Half-width Kana

Half-width kana (半角カナ, Hankaku kana?) are katakana characters displayed at half their normal width (a 2:1 aspect ratio), instead of the usual square (1:1) aspect ratio. For example, the usual (full-width) form of the katakana ka is カ while the half-width form is カ. There are no half-width hiragana or kanji.

Half-width kana were used in the early days of Japanese computing, to allow Japanese characters to be displayed on the same grid as monospaced fonts of Latin characters. Half-width hiragana or kanji were not used. Half-width kana characters are not generally used today, but find some use in specific settings, such as cash register displays, on shop receipts, and Japanese digital television and DVD subtitles. They also find occasional use online (in email or webpages) – for example, anata (あなた?, you) (normally written in hiragana or sometimes kanji 貴方) might be written as アナタ.
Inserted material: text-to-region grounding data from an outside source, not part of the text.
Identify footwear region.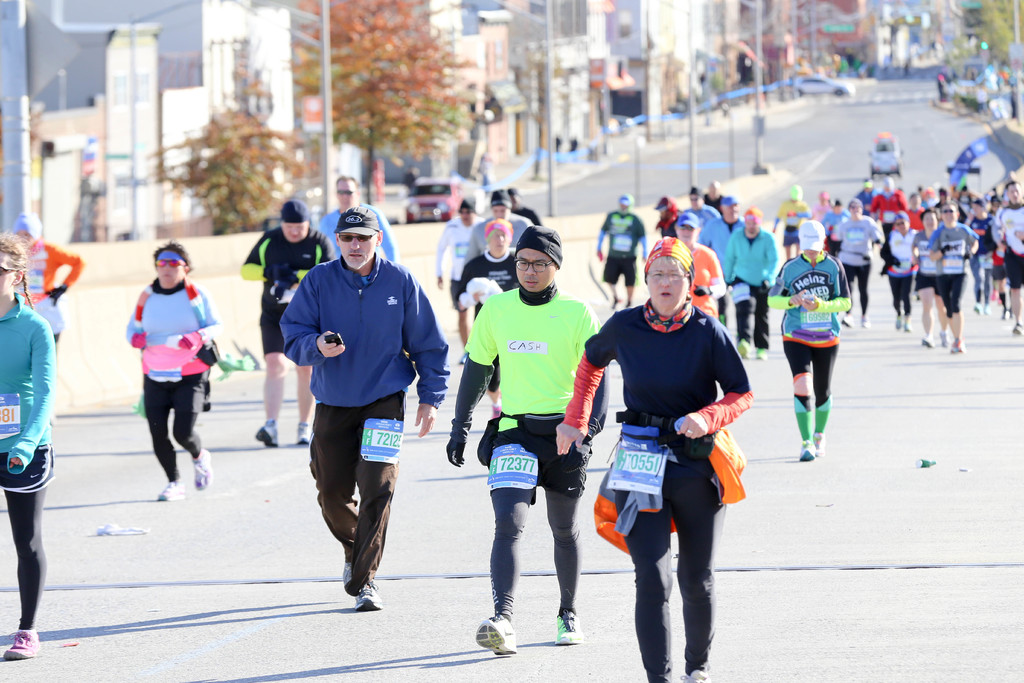
Region: 475:615:516:654.
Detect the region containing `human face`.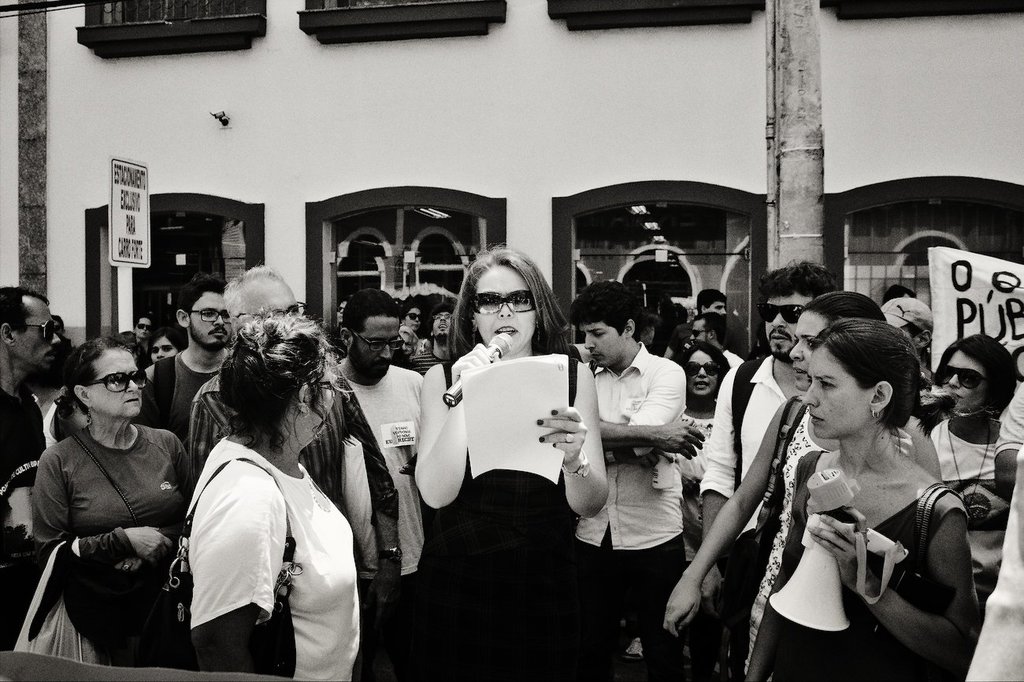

The term "half-width kana", which strictly refers only to how kana are displayed, not how they are stored – is also used loosely to refer to the A0–DF (hexadecimal) block where katakana are stored in some character encodings, such as JIS X 0201 (1969) – see encodings, below. This is formally incorrect, however – this JIS standard simply specifies that katakana be stored in these locations, without specifying how they should be displayed; the confusion is because in early computing, the characters stored here were in fact displayed as half-width kana – see confusion, below.